Professor Mengede believes it was the mixture of video and lyrics, plus the later misconduct allegations that solidified its notoriety.
She says: ‘In that music video it’s the interaction between the visuals that we see, the ladies being bare the boys being totally dressed and the lyrics and the non-verbal ques that may make us suppose that sure, sexual assault is considerably glamorised and glorified or normalised.’
A decade on from her scholar marketing campaign, Kirsty doesn’t consider a lot progress has been made for gender equality within the public eye.

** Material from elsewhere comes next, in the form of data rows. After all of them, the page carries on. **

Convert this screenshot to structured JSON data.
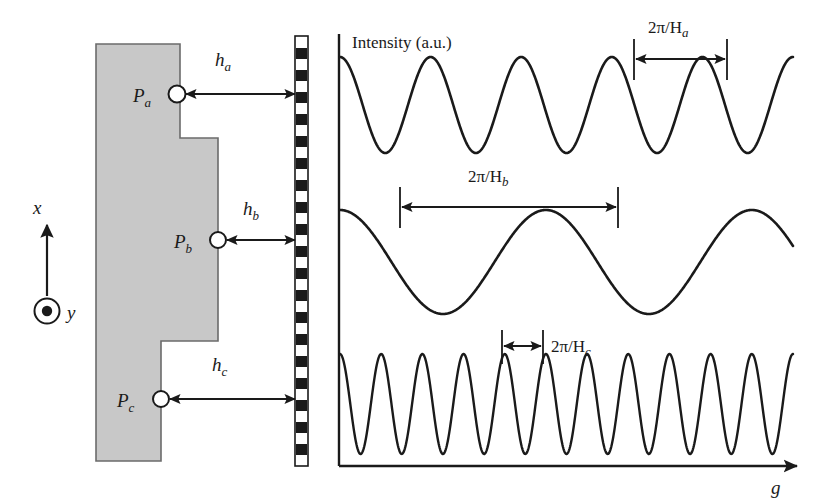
{
  "figure": {
    "title_text": "",
    "background_color": "#ffffff",
    "stroke_color": "#1a1a1a",
    "sample_fill_color": "#c8c8c8",
    "sample_edge_color": "#6b6b6b"
  },
  "left_panel": {
    "name": "stepped-sample-schematic",
    "coordinate_system": {
      "x_axis_label": "x",
      "y_axis_label": "y",
      "y_symbol": "out-of-plane-dot"
    },
    "points": [
      {
        "id": "Pa",
        "label": "P",
        "subscript": "a"
      },
      {
        "id": "Pb",
        "label": "P",
        "subscript": "b"
      },
      {
        "id": "Pc",
        "label": "P",
        "subscript": "c"
      }
    ],
    "gap_labels": [
      {
        "id": "ha",
        "label": "h",
        "subscript": "a"
      },
      {
        "id": "hb",
        "label": "h",
        "subscript": "b"
      },
      {
        "id": "hc",
        "label": "h",
        "subscript": "c"
      }
    ],
    "detector": {
      "name": "checkered-detector-bar",
      "pattern": "alternating-black-white-squares"
    }
  },
  "right_panel": {
    "name": "intensity-oscillation-plot",
    "y_axis_caption": "Intensity (a.u.)",
    "x_axis_caption": "g",
    "period_labels": [
      {
        "id": "period_a",
        "text": "2π/H",
        "subscript": "a"
      },
      {
        "id": "period_b",
        "text": "2π/H",
        "subscript": "b"
      },
      {
        "id": "period_c",
        "text": "2π/H",
        "subscript": "c"
      }
    ]
  },
  "chart_data": {
    "type": "line",
    "title": "",
    "xlabel": "g",
    "ylabel": "Intensity (a.u.)",
    "grid": false,
    "legend": false,
    "x_range": [
      0,
      10
    ],
    "series": [
      {
        "name": "Pa oscillation",
        "description": "Intensity oscillation measured at point Pa with gap ha",
        "waveform": "cosine",
        "periods_shown": 5.0,
        "period_in_x_units": 2.0,
        "period_label": "2π/Ha",
        "amplitude": 1.0,
        "phase_deg": 0,
        "baseline_y": 1.0
      },
      {
        "name": "Pb oscillation",
        "description": "Intensity oscillation measured at point Pb with gap hb",
        "waveform": "cosine",
        "periods_shown": 2.2,
        "period_in_x_units": 4.55,
        "period_label": "2π/Hb",
        "amplitude": 1.0,
        "phase_deg": 0,
        "baseline_y": 0.0
      },
      {
        "name": "Pc oscillation",
        "description": "Intensity oscillation measured at point Pc with gap hc",
        "waveform": "cosine",
        "periods_shown": 11.0,
        "period_in_x_units": 0.909,
        "period_label": "2π/Hc",
        "amplitude": 1.0,
        "phase_deg": 0,
        "baseline_y": -1.0
      }
    ],
    "annotations": [
      {
        "text": "2π/Ha",
        "refers_to": "Pa oscillation",
        "kind": "period-span"
      },
      {
        "text": "2π/Hb",
        "refers_to": "Pb oscillation",
        "kind": "period-span"
      },
      {
        "text": "2π/Hc",
        "refers_to": "Pc oscillation",
        "kind": "period-span"
      }
    ],
    "relationship": "Larger gap h yields shorter oscillation period 2π/H; hb < ha < hc corresponds to periods 2π/Hc < 2π/Ha < 2π/Hb"
  }
}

‘The music business, the media and society as a complete are nonetheless filled with harmful stereotypes about girls and blatant sexism,’ she says. ‘Songs are always being produced which promote harmful attitudes towards intercourse and ladies.’
She provides that some within the media ‘frequently publish tales the place they check with rape as intercourse, paedophilia and the rape of minors as intercourse, and the place they record the males’ achievements earlier than their crimes and the place the ladies are merely an afterthought within the story.’
However Professor Mengede is hopeful that the conduct and messaging exhibited in Blurred Traces wouldn’t essentially ‘fly’ now, although she agrees there’s work to be completed.
‘We all know there’s nonetheless an issue within the music business and there’s nonetheless sexism, however it’s necessary that we problem that,’ she says.
‘I’m optimistic relating to the long run as a result of, sure feminism remains to be mandatory, however we have now undoubtedly superior from 2013 and there have been enhancements over the previous 10 years and extra girls are difficult gender oppression.’